Provided

Most of us probably best remember Six Degrees of Separation as a film, one which featured accomplished actors like Stockard Channing and Donald Sutherland but was most notable for one of Will Smith’s early, star-making performances. Smith played Paul, a skilled young con artist who builds an impressive false identity as a cultured, well-educated student in order to bilk the unsuspecting wealthy elites of New York City out of their money.

That 1993 film was based on a 1990 play by John Guare, a play in which we see Paul largely through the eyes (and stories) of the people he deceived, and that perspective lends a sense of mystery and even a bit of sympathy to Paul’s character, even as he lies to a pair of well-off empty nesters in an attempt to swindle them.

Six Degrees of Separation is a deft, subtle commentary on class, race, and identity that’s both more emotional and funnier than one might expect. And it’s always been a favorite of Kyle Barnette, a veteran Charleston actor and director who’s helming a production of the play for The Footlight Players at the Queen Street Playhouse.

“I’ve been a longtime fan of this script,” Barnette says. “It was one of the plays we studied in my Modern American Drama class in college at Ole Miss in the mid-1990s. I also worked in a video store when the movie came out, and I played it over and over at the store, watching it while I worked. It has a very unique way of telling the story in the script, so to see it translated and told in a different medium was one of the first times I was inspired to want to direct. I love to see how a work of theater translates into film and how the story stays the same, even if it is told with a different approach.”

There’s an interesting, although far less sinister, parallel between Six Degrees of Separation and the company of actors involved in this production. Much like Paul attempts to move from one social class to another, there’s a member of the cast who has moved from behind the scenes of The Footlight Players to the stage for the first time.

“Chip Hester Jr. (who plays Geoffrey, a wealthy acquaintance of the Kittredges) and his wife have been patrons of Footlight and other theaters around town for a few years,” Barnette says. “He read great for the roles he was auditioning for, and after I cast him in the role of Geoffrey, he told me he really had no acting experience to speak of other than a couple of church plays as a kid. This will be his adult stage debut, at the age of 57, and we’re happy to have him.”

Barnette says he enjoyed the play’s pokes at the supposedly intelligent wealthy elite, largely personified in the script by art dealer Flan Kittredge (played in this production by Paul O’Brien) and his wife Louisa (nicknamed “Ouisa” and played by Carolyn K. Graupner).

“It was interesting to see a play that really takes a jab at the uber rich, white Upper East Side liberal set,” he says. “You have these well-meaning, art-collecting socialites who consider themselves so ‘woke,’ who just open their home and hearts to a total stranger simply because he claims to go to school with their kids and has a very famous movie star father. All they see is a black guy who came in, acted white, made them feel safe and comfortable. They aren’t necessarily aware of anything outside of their little rich people bubble.”

The success or failure of a production of Six Degrees of Separation depends almost entirely on who plays Paul, a character who must be cunning yet vulnerable, self-assured yet desperate, and above all else, convincing, both to the other characters and to the audience. And Barnette says that in Deshawn Mason, he found exactly the right person to play the role.

“First and foremost, you need someone who is dynamic and really understands the art of illusion and how to influence and charm and command a room with just their style of talking,” Barnette says. “Deshawn was a perfect choice, because he’s also a stand-up comedian, and he has a real sense of how to get a room on his side and join him on a journey. Paul is a con-artist, but at the heart of him is someone who really wants to be loved. So you need an actor who can show that vulnerability hidden under layers of artifice and showmanship.”

In Barnette’s hands, the Footlight Players’ version of the play is minimally staged, putting the emphasis on Six Degrees of Separation‘s dialogue and, perhaps more importantly, the way it’s spoken.

“This is a fast-paced show,” he says. “It runs 1 hour, 25 minutes with no intermission, and the characters frequently jump between their dialogue to each other by interrupting with asides to the audience and then right back into the scene. They overlap and talk over each other often in rapid fire pace, and the story jumps between real life and flashback storytelling. In order to make all of that work, you need a cast who are all on the same wavelength and rhythm and cadence.”


Help keep the City Paper free.

No paywalls.
No newspaper subscription cost.
Free delivery at 800 locations from downtown to North Charleston to Johns Island to Summerville to Mount Pleasant.

Help support independent journalism by donating today.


WORK INSTRUCTION –
Whenever the string "logo" turns up in a line below, that line should be copied.
BEGIN SUPPLIED ENTRIES
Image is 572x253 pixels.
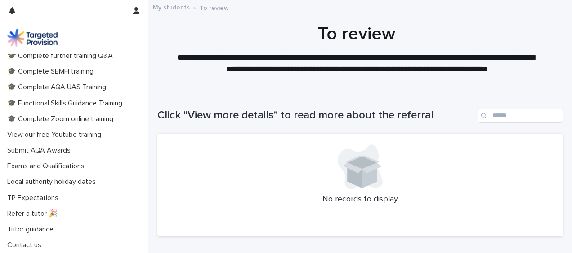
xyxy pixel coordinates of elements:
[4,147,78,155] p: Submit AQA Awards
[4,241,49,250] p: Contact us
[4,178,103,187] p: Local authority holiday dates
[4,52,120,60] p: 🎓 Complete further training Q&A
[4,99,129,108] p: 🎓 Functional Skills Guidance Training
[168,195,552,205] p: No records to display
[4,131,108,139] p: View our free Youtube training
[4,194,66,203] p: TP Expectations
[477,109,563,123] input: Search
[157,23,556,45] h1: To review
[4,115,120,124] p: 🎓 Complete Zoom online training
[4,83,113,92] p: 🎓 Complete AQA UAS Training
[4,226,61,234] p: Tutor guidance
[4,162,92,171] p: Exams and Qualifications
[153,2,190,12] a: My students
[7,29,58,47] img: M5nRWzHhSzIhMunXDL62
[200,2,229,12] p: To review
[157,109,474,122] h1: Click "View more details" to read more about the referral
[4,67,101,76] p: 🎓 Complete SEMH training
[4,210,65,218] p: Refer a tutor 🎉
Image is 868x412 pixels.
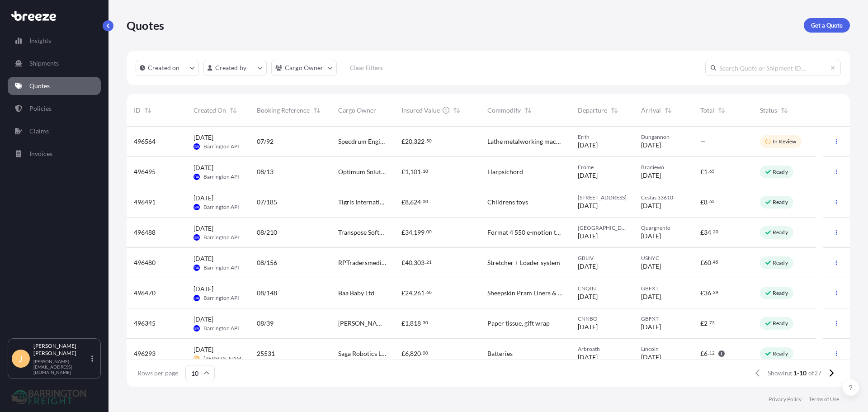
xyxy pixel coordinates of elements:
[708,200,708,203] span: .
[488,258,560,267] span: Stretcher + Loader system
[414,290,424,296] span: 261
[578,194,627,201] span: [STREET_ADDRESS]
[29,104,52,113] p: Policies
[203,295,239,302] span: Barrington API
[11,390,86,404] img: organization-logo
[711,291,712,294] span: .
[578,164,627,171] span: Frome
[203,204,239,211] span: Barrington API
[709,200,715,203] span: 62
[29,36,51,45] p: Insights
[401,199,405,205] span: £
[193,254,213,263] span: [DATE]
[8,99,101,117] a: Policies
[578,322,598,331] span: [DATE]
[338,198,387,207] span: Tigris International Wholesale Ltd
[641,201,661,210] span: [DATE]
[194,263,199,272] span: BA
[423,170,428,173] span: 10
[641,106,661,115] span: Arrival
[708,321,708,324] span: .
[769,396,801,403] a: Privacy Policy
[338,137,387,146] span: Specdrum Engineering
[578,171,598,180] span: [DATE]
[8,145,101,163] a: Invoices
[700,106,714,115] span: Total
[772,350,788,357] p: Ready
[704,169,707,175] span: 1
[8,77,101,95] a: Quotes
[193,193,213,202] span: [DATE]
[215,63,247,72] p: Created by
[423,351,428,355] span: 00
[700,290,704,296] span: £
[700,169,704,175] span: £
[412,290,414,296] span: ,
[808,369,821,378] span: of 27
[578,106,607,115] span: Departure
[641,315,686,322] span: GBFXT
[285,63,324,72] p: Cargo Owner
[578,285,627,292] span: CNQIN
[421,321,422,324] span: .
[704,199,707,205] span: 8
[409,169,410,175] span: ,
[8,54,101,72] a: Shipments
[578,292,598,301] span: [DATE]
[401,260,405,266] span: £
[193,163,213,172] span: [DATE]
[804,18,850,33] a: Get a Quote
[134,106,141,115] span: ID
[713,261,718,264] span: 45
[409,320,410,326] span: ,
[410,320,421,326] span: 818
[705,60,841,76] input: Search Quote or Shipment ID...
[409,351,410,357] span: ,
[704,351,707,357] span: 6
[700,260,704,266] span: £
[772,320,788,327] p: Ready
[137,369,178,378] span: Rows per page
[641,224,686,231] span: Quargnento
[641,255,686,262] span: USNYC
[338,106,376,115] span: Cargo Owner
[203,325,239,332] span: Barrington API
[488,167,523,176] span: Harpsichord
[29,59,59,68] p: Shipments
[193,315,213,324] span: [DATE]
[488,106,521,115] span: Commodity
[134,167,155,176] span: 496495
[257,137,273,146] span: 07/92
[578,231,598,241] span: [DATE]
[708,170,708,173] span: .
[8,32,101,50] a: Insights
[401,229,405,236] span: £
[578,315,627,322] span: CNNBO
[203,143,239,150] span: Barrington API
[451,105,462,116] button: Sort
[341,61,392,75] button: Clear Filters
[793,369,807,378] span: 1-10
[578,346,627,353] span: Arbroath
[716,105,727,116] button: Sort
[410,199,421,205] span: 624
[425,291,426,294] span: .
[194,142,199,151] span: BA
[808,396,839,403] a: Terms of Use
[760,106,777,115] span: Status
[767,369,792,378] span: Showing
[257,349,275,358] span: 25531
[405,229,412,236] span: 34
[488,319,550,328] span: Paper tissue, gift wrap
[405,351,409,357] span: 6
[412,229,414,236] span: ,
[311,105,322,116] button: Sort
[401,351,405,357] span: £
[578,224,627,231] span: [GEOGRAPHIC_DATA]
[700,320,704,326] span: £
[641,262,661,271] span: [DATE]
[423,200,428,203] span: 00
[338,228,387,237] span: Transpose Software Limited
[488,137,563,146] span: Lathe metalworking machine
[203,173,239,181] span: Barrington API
END SUPPLIED ENTRIES
BEGIN SUPPLIED ENTRIES
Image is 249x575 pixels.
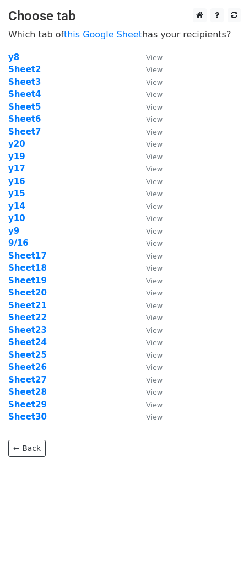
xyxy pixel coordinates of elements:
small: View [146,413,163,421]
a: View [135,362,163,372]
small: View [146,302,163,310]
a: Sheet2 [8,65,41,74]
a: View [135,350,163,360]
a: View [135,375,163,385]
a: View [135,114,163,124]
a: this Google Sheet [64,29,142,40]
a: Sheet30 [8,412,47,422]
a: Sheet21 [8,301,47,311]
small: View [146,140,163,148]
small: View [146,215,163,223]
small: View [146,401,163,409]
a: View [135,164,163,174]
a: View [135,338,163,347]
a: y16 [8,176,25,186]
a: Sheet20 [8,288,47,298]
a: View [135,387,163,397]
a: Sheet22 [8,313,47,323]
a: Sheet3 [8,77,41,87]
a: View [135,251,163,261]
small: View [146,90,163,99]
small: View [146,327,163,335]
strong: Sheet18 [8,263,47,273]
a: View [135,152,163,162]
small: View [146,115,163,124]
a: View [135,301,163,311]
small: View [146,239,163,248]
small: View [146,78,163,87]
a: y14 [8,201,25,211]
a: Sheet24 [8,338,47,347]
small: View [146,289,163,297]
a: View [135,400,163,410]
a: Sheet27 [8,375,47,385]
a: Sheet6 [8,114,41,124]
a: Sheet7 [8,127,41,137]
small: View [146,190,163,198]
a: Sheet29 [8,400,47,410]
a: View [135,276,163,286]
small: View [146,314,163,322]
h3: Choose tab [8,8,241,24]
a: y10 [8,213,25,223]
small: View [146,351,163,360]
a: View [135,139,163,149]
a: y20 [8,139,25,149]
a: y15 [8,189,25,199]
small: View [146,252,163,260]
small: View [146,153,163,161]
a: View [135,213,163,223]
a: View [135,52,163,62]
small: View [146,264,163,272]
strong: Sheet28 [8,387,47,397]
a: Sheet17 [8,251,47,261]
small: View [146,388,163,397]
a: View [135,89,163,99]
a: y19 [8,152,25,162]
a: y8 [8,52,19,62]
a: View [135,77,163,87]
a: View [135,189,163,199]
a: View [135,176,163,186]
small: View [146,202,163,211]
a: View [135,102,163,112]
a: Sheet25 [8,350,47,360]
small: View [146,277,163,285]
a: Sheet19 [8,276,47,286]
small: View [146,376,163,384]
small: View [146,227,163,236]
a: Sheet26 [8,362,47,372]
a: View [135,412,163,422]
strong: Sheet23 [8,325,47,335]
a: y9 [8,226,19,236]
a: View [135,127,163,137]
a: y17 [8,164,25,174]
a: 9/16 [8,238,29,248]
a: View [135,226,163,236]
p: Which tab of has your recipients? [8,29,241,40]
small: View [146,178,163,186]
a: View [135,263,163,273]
END SUPPLIED ENTRIES
BEGIN SUPPLIED ENTRIES
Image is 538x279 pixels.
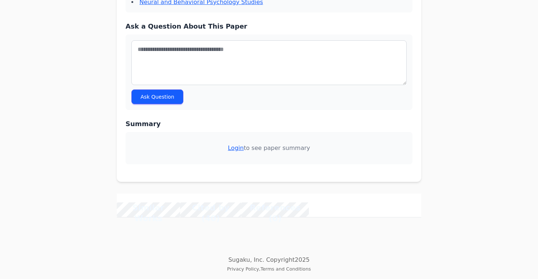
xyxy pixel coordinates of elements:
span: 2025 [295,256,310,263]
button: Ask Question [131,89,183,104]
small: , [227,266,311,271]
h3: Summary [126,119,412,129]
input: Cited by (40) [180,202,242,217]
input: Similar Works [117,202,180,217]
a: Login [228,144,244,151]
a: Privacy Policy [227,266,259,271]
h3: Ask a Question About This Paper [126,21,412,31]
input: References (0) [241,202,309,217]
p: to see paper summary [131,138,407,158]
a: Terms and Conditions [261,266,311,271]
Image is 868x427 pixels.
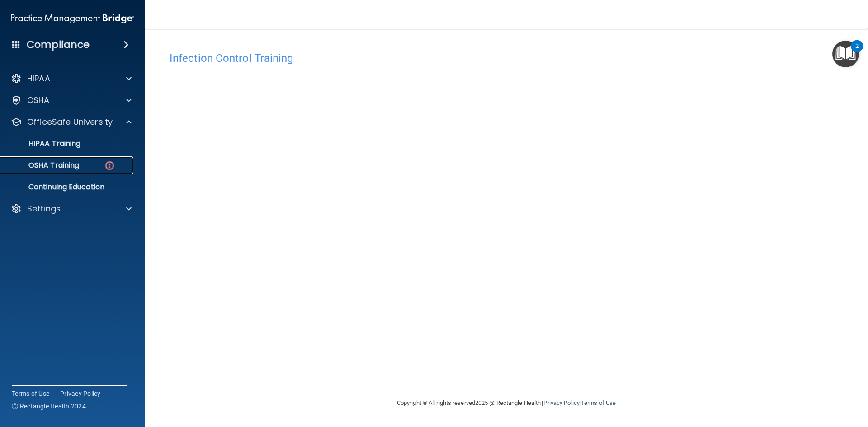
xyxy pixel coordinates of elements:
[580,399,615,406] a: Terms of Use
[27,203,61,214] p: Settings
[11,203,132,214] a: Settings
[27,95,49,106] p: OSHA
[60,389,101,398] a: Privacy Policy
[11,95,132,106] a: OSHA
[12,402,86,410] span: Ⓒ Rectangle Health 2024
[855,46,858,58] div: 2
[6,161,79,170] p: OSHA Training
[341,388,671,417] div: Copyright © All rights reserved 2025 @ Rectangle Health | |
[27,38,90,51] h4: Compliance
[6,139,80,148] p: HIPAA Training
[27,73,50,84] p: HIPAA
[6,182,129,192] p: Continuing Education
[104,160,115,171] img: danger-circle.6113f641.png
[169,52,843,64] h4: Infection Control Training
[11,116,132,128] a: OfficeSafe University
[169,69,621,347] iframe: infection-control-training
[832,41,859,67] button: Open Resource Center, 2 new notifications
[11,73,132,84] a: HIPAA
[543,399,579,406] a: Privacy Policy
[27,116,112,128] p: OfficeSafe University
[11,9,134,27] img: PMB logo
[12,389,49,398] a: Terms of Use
END SUPPLIED ENTRIES
FINISHED TASK –
[11,390,86,404] img: organization-logo
[11,9,134,27] img: PMB logo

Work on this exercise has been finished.